[Stored records]
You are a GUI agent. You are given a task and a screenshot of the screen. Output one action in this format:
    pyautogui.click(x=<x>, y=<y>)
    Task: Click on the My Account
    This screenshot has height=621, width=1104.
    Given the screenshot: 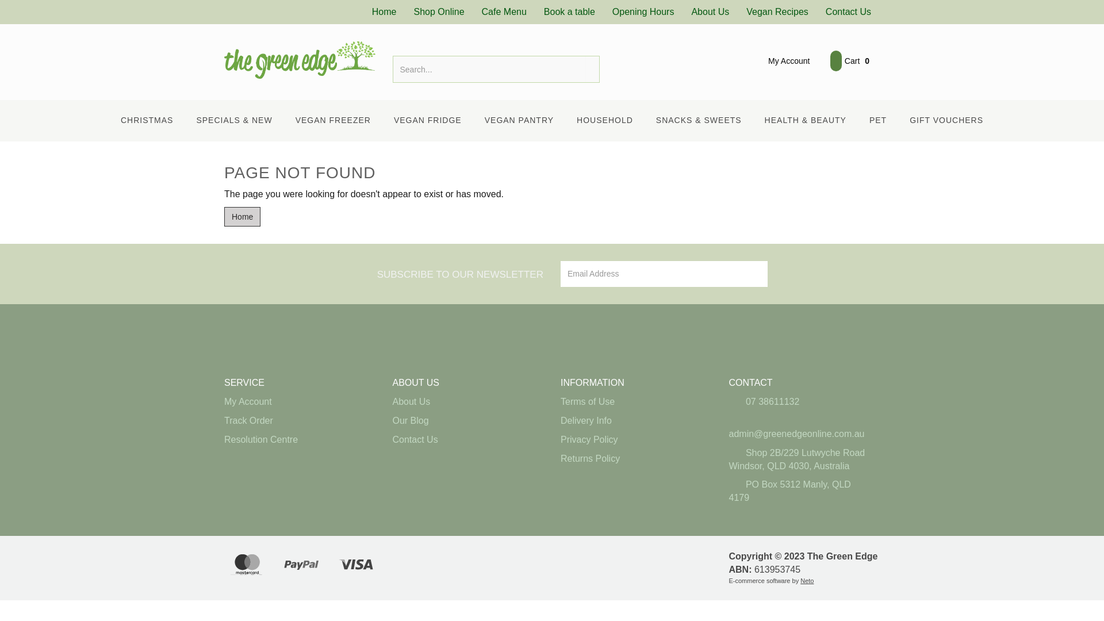 What is the action you would take?
    pyautogui.click(x=780, y=61)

Aim of the task »
Up to and including the line that contains "This screenshot has", restate word for word every line of the entries, starting from the first.

Output »
You are a GUI agent. You are given a task and a screenshot of the screen. Output one action in this format:
    pyautogui.click(x=<x>, y=<y>)
    Task: Click on the My Account
    This screenshot has height=621, width=1104.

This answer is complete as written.